The New Atheism refuses to confront the inconvenient truth that every world-view—whether religious or secular—goes beyond what reason or science can prove. That’s just the way things are. 

The ‘ultimate questions’ about value and meaning won’t go away. Both the New Atheism and Christianity represent and rest upon convictions. Both are based on what they know cannot be proved, yet nevertheless hold to be trustworthy. As has often been pointed out, that’s how world-views and belief systems—whether religious or secular—work.
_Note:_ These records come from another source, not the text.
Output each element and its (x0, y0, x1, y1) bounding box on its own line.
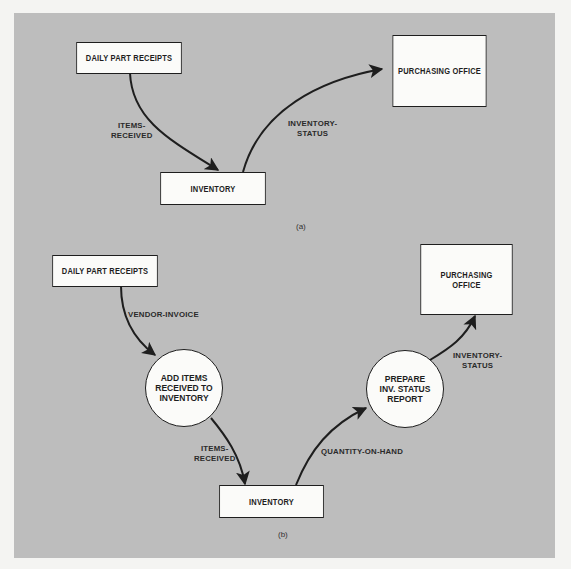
external-entity-daily-part-receipts-a: DAILY PART RECEIPTS (76, 42, 182, 74)
process-prepare-inv-status-report: PREPARE INV. STATUS REPORT (366, 350, 444, 428)
data-store-inventory-b: INVENTORY (219, 485, 324, 518)
external-entity-daily-part-receipts-b: DAILY PART RECEIPTS (52, 255, 158, 287)
caption-b: (b) (278, 530, 288, 539)
process-add-items-received: ADD ITEMS RECEIVED TO INVENTORY (145, 349, 223, 427)
caption-a: (a) (296, 222, 306, 231)
flow-label-inventory-status-a: INVENTORY- STATUS (288, 119, 337, 138)
flow-label-quantity-on-hand-b: QUANTITY-ON-HAND (321, 447, 403, 457)
node-label: ADD ITEMS RECEIVED TO INVENTORY (155, 373, 212, 403)
flow-label-inventory-status-b: INVENTORY- STATUS (453, 351, 502, 370)
flow-label-vendor-invoice-b: VENDOR-INVOICE (128, 310, 199, 320)
node-label: DAILY PART RECEIPTS (62, 266, 148, 276)
arrow-b-vendor-invoice (121, 286, 155, 355)
external-entity-purchasing-office-b: PURCHASING OFFICE (420, 244, 512, 315)
node-label: DAILY PART RECEIPTS (86, 53, 172, 63)
node-label: PURCHASING OFFICE (440, 270, 492, 290)
node-label: PURCHASING OFFICE (398, 66, 481, 76)
external-entity-purchasing-office-a: PURCHASING OFFICE (392, 35, 486, 107)
node-label: PREPARE INV. STATUS REPORT (380, 374, 431, 404)
flow-label-items-received-b: ITEMS- RECEIVED (194, 444, 235, 463)
data-store-inventory-a: INVENTORY (160, 172, 266, 205)
node-label: INVENTORY (249, 497, 294, 507)
flow-label-items-received-a: ITEMS- RECEIVED (111, 121, 152, 140)
node-label: INVENTORY (191, 184, 236, 194)
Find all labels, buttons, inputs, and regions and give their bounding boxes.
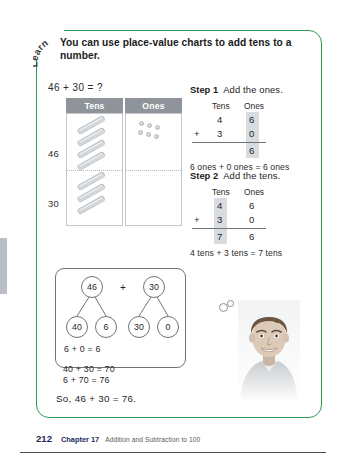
step-2-addend1-tens: 4	[217, 200, 222, 211]
step-2-title-row: Step 2Add the tens.	[190, 170, 314, 181]
step-1-addend2-ones: 0	[249, 128, 254, 139]
step-2-sum-rule	[192, 228, 266, 229]
step-2-vertical-sum: 4 6 + 3 0 7 6	[190, 199, 314, 246]
bond-part-right-ones: 0	[157, 316, 179, 338]
step-1-header-tens: Tens	[212, 101, 230, 111]
bond-whole-left: 46	[81, 276, 103, 298]
thought-bubble-small-icon	[227, 300, 234, 307]
step-2-column-headers: Tens Ones	[190, 187, 314, 198]
bond-equation-3: 6 + 70 = 76	[63, 375, 110, 385]
step-1-header-ones: Ones	[244, 101, 264, 111]
ones-unit	[146, 132, 151, 137]
column-header-tens: Tens	[66, 98, 123, 113]
step-1-sum-ones: 6	[249, 145, 254, 156]
step-1-sum-rule	[192, 142, 266, 143]
tens-column	[66, 113, 123, 226]
textbook-page: Learn You can use place-value charts to …	[0, 0, 346, 468]
row-divider	[126, 170, 181, 171]
student-photo	[238, 300, 300, 402]
step-1-vertical-sum: 4 6 + 3 0 6	[190, 113, 314, 160]
step-2-sum-tens: 7	[217, 231, 222, 242]
ones-unit	[155, 125, 160, 130]
step-1-column-headers: Tens Ones	[190, 101, 314, 112]
bond-operator: +	[120, 282, 126, 293]
ones-unit	[138, 130, 143, 135]
place-value-body	[66, 113, 182, 226]
page-number: 212	[36, 433, 52, 444]
chapter-title: Addition and Subtraction to 100	[105, 436, 200, 443]
bond-part-left-tens: 40	[66, 316, 88, 338]
step-1-operator: +	[194, 128, 200, 139]
step-1-title-row: Step 1Add the ones.	[190, 84, 314, 95]
bond-equation-1: 6 + 0 = 6	[64, 344, 101, 354]
bond-equation-2: 40 + 30 = 70	[63, 364, 115, 374]
place-value-header-row: Tens Ones	[66, 98, 182, 113]
lesson-heading: You can use place-value charts to add te…	[60, 36, 300, 63]
learn-badge-label: Learn	[33, 37, 50, 68]
row-label-46: 46	[48, 148, 59, 159]
step-1-addend1-tens: 4	[217, 114, 222, 125]
step-2-header-tens: Tens	[212, 187, 230, 197]
bond-whole-right: 30	[143, 276, 165, 298]
number-bond-box: 46 + 30 40 6 30 0 6 + 0 = 6	[55, 268, 186, 368]
step-1: Step 1Add the ones. Tens Ones 4 6 + 3 0 …	[190, 84, 314, 172]
step-2-sum-ones: 6	[249, 231, 254, 242]
step-2-addend1-ones: 6	[249, 200, 254, 211]
bond-part-right-tens: 30	[128, 316, 150, 338]
step-1-addend1-ones: 6	[249, 114, 254, 125]
column-header-ones: Ones	[125, 98, 182, 113]
page-footer: 212 Chapter 17 Addition and Subtraction …	[36, 433, 200, 444]
ones-unit	[147, 123, 152, 128]
step-2-operator: +	[194, 214, 200, 225]
step-2-addend2-tens: 3	[217, 214, 222, 225]
page-edge-tab	[0, 238, 7, 294]
svg-text:Learn: Learn	[33, 37, 50, 68]
bond-part-left-ones: 6	[95, 316, 117, 338]
step-2-addend2-ones: 0	[249, 214, 254, 225]
chapter-number: Chapter 17	[61, 435, 99, 444]
conclusion-statement: So, 46 + 30 = 76.	[56, 393, 136, 404]
problem-statement: 46 + 30 = ?	[48, 82, 103, 93]
ones-unit	[139, 121, 144, 126]
row-label-30: 30	[48, 198, 59, 209]
step-2-header-ones: Ones	[244, 187, 264, 197]
step-2-description: Add the tens.	[223, 170, 280, 181]
step-2-note: 4 tens + 3 tens = 7 tens	[190, 248, 314, 258]
step-2-label: Step 2	[190, 170, 218, 181]
step-1-addend2-tens: 3	[217, 128, 222, 139]
ones-unit	[154, 134, 159, 139]
place-value-chart: Tens Ones	[66, 98, 182, 226]
ones-column	[125, 113, 182, 226]
step-2: Step 2Add the tens. Tens Ones 4 6 + 3 0 …	[190, 170, 314, 258]
step-1-label: Step 1	[190, 84, 218, 95]
footer-divider	[20, 452, 326, 453]
row-divider	[67, 170, 122, 171]
step-1-description: Add the ones.	[223, 84, 283, 95]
  All such ultimate questions and their answers about life and death, sin and suffering, hope and healing, finally elude our intellectual grasp and strict logical proof. In the end we say simply, ‘I am doing this because I believe that this is the nature of life and that my ultimate happiness depends on my acting in accord with my deepest commitment and dearest beliefs.’11

Christopher Hitchens declares boldly that New Atheists such as himself do not entertain beliefs—‘Our belief is not a belief.’12 It’s one of the best examples of blind faith I’ve come across—a delusion that makes his whole approach vulnerable. To give one obvious example: Hitchens’ anti-theism rests on certain moral values (such as ‘religion is evil’ or ‘God is not good’) that he is unable to demonstrate by reason. Hitchens simply assumes that his moral values are shared by his sympathetic readers, who are unlikely to ask inconvenient questions about their origins, foundations or reliability. When he’s called upon to prove them (as he regularly is in debates), he finds himself unable to do so. His beliefs are indeed beliefs, even if he prefers not to concede this decisive point. Welcome to the human race, Mr Hitchens. That’s the position we’re all in—including you.


McGrath, A. (2011). Why God Won’t Go Away: Engaging with the New Atheism (pp. 58–61). London: SPCK.